■ SOURCE INFORMATION ■
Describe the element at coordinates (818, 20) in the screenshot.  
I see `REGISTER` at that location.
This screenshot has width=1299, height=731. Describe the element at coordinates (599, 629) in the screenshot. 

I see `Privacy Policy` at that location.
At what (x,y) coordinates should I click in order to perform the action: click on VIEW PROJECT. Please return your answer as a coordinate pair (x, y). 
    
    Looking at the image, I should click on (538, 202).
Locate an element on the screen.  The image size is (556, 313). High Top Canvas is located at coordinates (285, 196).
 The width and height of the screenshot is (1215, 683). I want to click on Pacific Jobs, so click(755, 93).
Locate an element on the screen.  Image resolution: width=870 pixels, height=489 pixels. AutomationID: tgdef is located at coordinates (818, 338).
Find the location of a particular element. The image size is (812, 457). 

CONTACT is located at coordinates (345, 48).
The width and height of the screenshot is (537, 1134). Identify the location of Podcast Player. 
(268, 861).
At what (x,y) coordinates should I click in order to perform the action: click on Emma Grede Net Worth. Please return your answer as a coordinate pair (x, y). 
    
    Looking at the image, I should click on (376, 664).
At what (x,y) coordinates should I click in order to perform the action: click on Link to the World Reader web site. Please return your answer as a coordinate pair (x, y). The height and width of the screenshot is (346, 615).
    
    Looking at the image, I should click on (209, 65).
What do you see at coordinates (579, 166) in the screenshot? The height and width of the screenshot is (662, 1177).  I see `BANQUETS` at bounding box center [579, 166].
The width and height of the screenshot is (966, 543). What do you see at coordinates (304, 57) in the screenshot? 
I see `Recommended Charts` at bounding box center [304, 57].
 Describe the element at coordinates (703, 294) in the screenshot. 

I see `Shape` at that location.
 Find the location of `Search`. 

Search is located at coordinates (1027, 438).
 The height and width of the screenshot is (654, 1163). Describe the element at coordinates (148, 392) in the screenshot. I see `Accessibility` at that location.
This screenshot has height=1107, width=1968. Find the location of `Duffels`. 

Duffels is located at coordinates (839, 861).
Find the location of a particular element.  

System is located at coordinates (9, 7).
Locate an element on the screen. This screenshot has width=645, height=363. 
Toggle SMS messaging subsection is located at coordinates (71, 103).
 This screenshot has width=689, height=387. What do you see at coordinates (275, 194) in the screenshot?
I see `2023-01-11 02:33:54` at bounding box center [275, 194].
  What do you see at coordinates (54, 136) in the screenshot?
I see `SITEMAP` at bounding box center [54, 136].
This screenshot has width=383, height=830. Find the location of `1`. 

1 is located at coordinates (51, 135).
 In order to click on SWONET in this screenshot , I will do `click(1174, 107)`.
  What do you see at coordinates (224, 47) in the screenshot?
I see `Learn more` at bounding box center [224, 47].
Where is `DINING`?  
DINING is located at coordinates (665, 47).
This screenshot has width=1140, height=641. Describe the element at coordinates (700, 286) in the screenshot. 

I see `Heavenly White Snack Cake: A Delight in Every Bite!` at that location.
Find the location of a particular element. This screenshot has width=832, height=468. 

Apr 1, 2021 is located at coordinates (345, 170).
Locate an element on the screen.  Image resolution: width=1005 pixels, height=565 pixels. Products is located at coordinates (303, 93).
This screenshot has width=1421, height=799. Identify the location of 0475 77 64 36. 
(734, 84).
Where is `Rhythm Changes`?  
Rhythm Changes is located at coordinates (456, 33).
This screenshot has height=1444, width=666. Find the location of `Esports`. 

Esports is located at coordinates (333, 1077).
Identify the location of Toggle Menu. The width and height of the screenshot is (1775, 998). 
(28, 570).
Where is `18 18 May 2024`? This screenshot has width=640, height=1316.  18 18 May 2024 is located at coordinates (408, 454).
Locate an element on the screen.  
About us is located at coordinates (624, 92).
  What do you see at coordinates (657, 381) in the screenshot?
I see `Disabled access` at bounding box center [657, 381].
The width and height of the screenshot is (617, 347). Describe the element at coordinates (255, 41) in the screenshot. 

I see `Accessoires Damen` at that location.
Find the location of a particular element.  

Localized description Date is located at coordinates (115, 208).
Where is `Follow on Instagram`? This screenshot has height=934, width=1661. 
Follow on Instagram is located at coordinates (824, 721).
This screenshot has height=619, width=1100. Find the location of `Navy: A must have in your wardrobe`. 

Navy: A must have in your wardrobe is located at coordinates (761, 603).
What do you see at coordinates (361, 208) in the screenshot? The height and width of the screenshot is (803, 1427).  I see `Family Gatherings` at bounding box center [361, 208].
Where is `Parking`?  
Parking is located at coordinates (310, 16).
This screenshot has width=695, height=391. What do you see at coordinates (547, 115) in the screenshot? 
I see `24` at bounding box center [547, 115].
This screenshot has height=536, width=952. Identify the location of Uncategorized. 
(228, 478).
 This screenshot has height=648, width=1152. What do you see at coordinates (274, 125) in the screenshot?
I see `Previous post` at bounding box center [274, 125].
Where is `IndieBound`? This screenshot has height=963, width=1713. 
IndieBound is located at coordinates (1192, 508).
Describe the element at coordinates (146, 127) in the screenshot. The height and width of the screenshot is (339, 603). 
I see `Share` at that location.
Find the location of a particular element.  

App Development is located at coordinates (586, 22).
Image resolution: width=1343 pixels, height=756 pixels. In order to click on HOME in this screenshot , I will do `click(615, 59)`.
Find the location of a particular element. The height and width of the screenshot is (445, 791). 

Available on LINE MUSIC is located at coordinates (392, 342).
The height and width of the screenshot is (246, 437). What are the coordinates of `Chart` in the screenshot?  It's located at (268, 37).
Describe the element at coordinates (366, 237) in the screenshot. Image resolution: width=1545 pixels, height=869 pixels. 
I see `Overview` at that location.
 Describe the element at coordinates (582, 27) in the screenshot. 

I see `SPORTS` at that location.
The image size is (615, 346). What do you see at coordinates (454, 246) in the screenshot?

■ INSTRUCTIONS TO FOLLOW ■
Retype every record exactly, omitting nothing.

■ EXERCISE OUTPUT ■
Describe the element at coordinates (818, 20) in the screenshot.  
I see `REGISTER` at that location.
This screenshot has width=1299, height=731. Describe the element at coordinates (599, 629) in the screenshot. 

I see `Privacy Policy` at that location.
At what (x,y) coordinates should I click in order to perform the action: click on VIEW PROJECT. Please return your answer as a coordinate pair (x, y). 
    
    Looking at the image, I should click on (538, 202).
Locate an element on the screen.  The image size is (556, 313). High Top Canvas is located at coordinates (285, 196).
 The width and height of the screenshot is (1215, 683). I want to click on Pacific Jobs, so click(755, 93).
Locate an element on the screen.  Image resolution: width=870 pixels, height=489 pixels. AutomationID: tgdef is located at coordinates (818, 338).
Find the location of a particular element. The image size is (812, 457). 

CONTACT is located at coordinates (345, 48).
The width and height of the screenshot is (537, 1134). Identify the location of Podcast Player. 
(268, 861).
At what (x,y) coordinates should I click in order to perform the action: click on Emma Grede Net Worth. Please return your answer as a coordinate pair (x, y). 
    
    Looking at the image, I should click on (376, 664).
At what (x,y) coordinates should I click in order to perform the action: click on Link to the World Reader web site. Please return your answer as a coordinate pair (x, y). The height and width of the screenshot is (346, 615).
    
    Looking at the image, I should click on (209, 65).
What do you see at coordinates (579, 166) in the screenshot? The height and width of the screenshot is (662, 1177).  I see `BANQUETS` at bounding box center [579, 166].
The width and height of the screenshot is (966, 543). What do you see at coordinates (304, 57) in the screenshot? 
I see `Recommended Charts` at bounding box center [304, 57].
 Describe the element at coordinates (703, 294) in the screenshot. 

I see `Shape` at that location.
 Find the location of `Search`. 

Search is located at coordinates (1027, 438).
 The height and width of the screenshot is (654, 1163). Describe the element at coordinates (148, 392) in the screenshot. I see `Accessibility` at that location.
This screenshot has height=1107, width=1968. Find the location of `Duffels`. 

Duffels is located at coordinates (839, 861).
Find the location of a particular element.  

System is located at coordinates (9, 7).
Locate an element on the screen. This screenshot has width=645, height=363. 
Toggle SMS messaging subsection is located at coordinates (71, 103).
 This screenshot has width=689, height=387. What do you see at coordinates (275, 194) in the screenshot?
I see `2023-01-11 02:33:54` at bounding box center [275, 194].
  What do you see at coordinates (54, 136) in the screenshot?
I see `SITEMAP` at bounding box center [54, 136].
This screenshot has width=383, height=830. Find the location of `1`. 

1 is located at coordinates (51, 135).
 In order to click on SWONET in this screenshot , I will do `click(1174, 107)`.
  What do you see at coordinates (224, 47) in the screenshot?
I see `Learn more` at bounding box center [224, 47].
Where is `DINING`?  
DINING is located at coordinates (665, 47).
This screenshot has width=1140, height=641. Describe the element at coordinates (700, 286) in the screenshot. 

I see `Heavenly White Snack Cake: A Delight in Every Bite!` at that location.
Find the location of a particular element. This screenshot has width=832, height=468. 

Apr 1, 2021 is located at coordinates (345, 170).
Locate an element on the screen.  Image resolution: width=1005 pixels, height=565 pixels. Products is located at coordinates (303, 93).
This screenshot has width=1421, height=799. Identify the location of 0475 77 64 36. 
(734, 84).
Where is `Rhythm Changes`?  
Rhythm Changes is located at coordinates (456, 33).
This screenshot has height=1444, width=666. Find the location of `Esports`. 

Esports is located at coordinates (333, 1077).
Identify the location of Toggle Menu. The width and height of the screenshot is (1775, 998). 
(28, 570).
Where is `18 18 May 2024`? This screenshot has width=640, height=1316.  18 18 May 2024 is located at coordinates (408, 454).
Locate an element on the screen.  
About us is located at coordinates (624, 92).
  What do you see at coordinates (657, 381) in the screenshot?
I see `Disabled access` at bounding box center [657, 381].
The width and height of the screenshot is (617, 347). Describe the element at coordinates (255, 41) in the screenshot. 

I see `Accessoires Damen` at that location.
Find the location of a particular element.  

Localized description Date is located at coordinates (115, 208).
Where is `Follow on Instagram`? This screenshot has height=934, width=1661. 
Follow on Instagram is located at coordinates (824, 721).
This screenshot has height=619, width=1100. Find the location of `Navy: A must have in your wardrobe`. 

Navy: A must have in your wardrobe is located at coordinates (761, 603).
What do you see at coordinates (361, 208) in the screenshot? The height and width of the screenshot is (803, 1427).  I see `Family Gatherings` at bounding box center [361, 208].
Where is `Parking`?  
Parking is located at coordinates (310, 16).
This screenshot has width=695, height=391. What do you see at coordinates (547, 115) in the screenshot? 
I see `24` at bounding box center [547, 115].
This screenshot has height=536, width=952. Identify the location of Uncategorized. 
(228, 478).
 This screenshot has height=648, width=1152. What do you see at coordinates (274, 125) in the screenshot?
I see `Previous post` at bounding box center [274, 125].
Where is `IndieBound`? This screenshot has height=963, width=1713. 
IndieBound is located at coordinates (1192, 508).
Describe the element at coordinates (146, 127) in the screenshot. The height and width of the screenshot is (339, 603). 
I see `Share` at that location.
Find the location of a particular element.  

App Development is located at coordinates (586, 22).
Image resolution: width=1343 pixels, height=756 pixels. In order to click on HOME in this screenshot , I will do `click(615, 59)`.
Find the location of a particular element. The height and width of the screenshot is (445, 791). 

Available on LINE MUSIC is located at coordinates (392, 342).
The height and width of the screenshot is (246, 437). What are the coordinates of `Chart` in the screenshot?  It's located at (268, 37).
Describe the element at coordinates (366, 237) in the screenshot. Image resolution: width=1545 pixels, height=869 pixels. 
I see `Overview` at that location.
 Describe the element at coordinates (582, 27) in the screenshot. 

I see `SPORTS` at that location.
The image size is (615, 346). What do you see at coordinates (454, 246) in the screenshot?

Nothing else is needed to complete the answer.